Academics

Grover earns Frisbey International Student Award

Using an Erickson Discovery Grant, Nakul Grover traveled to Bangladesh to research Muslim refugees displaced by turmoil in Myanmar. 

Nakul Grover Credit: Photo provided/Alex YuanAll Rights Reserved.

His work, which began in 2018, led to a book on the plight of the Rohingya people living in camps that he calls “the most severe form of ethnic cleansing” seen since the Holocaust. The book is titled “The Goddess of Peacocks.”

It earned Grover, now a senior dual majoring in chemical engineering and English in the integrated BA + MA program, the 2020 Ardeth and Norman Frisbey International Student Award for undergraduates. 

The award recognizes undergraduate students who have contributed significantly to furthering international understanding. The student’s contributions could consist of academic, athletic or extracurricular campus activity and/or community involvement in school or civic group programs or service projects.

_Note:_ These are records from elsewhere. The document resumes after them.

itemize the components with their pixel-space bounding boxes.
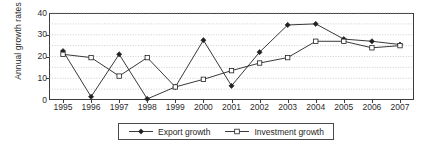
y-tick-label: 0 xyxy=(25,96,47,105)
data-point-marker xyxy=(313,21,318,26)
series-layer xyxy=(49,13,414,100)
y-axis-title: Annual growth rates xyxy=(13,0,23,96)
data-point-marker xyxy=(117,74,121,78)
data-point-marker xyxy=(285,55,289,59)
legend-label: Export growth xyxy=(158,127,210,137)
series-line-investment xyxy=(63,41,400,87)
data-point-marker xyxy=(89,55,93,59)
growth-rates-line-chart: Annual growth rates Export growthInvestm… xyxy=(0,0,424,147)
chart-legend: Export growthInvestment growth xyxy=(118,123,334,140)
data-point-marker xyxy=(201,38,206,43)
data-point-marker xyxy=(342,39,346,43)
data-point-marker xyxy=(398,43,402,47)
data-point-marker xyxy=(257,61,261,65)
y-tick-label: 10 xyxy=(25,74,47,83)
data-point-marker xyxy=(370,46,374,50)
data-point-marker xyxy=(369,39,374,44)
legend-filled-diamond-icon xyxy=(128,127,154,136)
legend-item-export-growth[interactable]: Export growth xyxy=(128,127,210,137)
plot-area xyxy=(49,13,414,100)
data-point-marker xyxy=(201,77,205,81)
data-point-marker xyxy=(229,68,233,72)
x-tick-label: 2007 xyxy=(383,103,417,112)
data-point-marker xyxy=(314,39,318,43)
data-point-marker xyxy=(173,85,177,89)
data-point-marker xyxy=(145,55,149,59)
y-tick-label: 20 xyxy=(25,52,47,61)
legend-label: Investment growth xyxy=(254,127,323,137)
data-point-marker xyxy=(61,52,65,56)
legend-item-investment-growth[interactable]: Investment growth xyxy=(224,127,323,137)
data-point-marker xyxy=(117,52,122,57)
y-tick-label: 40 xyxy=(25,9,47,18)
y-tick-label: 30 xyxy=(25,30,47,39)
legend-open-square-icon xyxy=(224,127,250,136)
data-point-marker xyxy=(88,94,93,99)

A nominator said Grover’s book is the definitive refugee story that includes key players from India, Myanmar and the United States. 

“Grover constructed a brilliant collection of short stories, each of which takes up a different character’s narrative thread,” a nominator said. “He developed this thesis further — by more than a hundred pages — for his master’s thesis. He struck at the heart of characters, giving each a role to play: the exploiter, the ignorer, and the one who is desperate, the one defeated. How better to understand the crisis of a people than to delve into their most intimate aspirations?”

The thesis earned Grover the Center of Global Studies Thesis Prize.

Grover was also nominated for his three-year commitment to the Presidential Leadership Academy, which is designed to give undergraduate students the leadership fundamentals needed to thrive in an environment in which multiple dimensions of an issue are explored, diverse viewpoints are welcomed and heard and a fully informed and respectful discourse ensues that leads to sound action. 

In addition to serving on the Presidential Leadership Academy, Grover is a Schreyer Scholar and Paterno Fellow.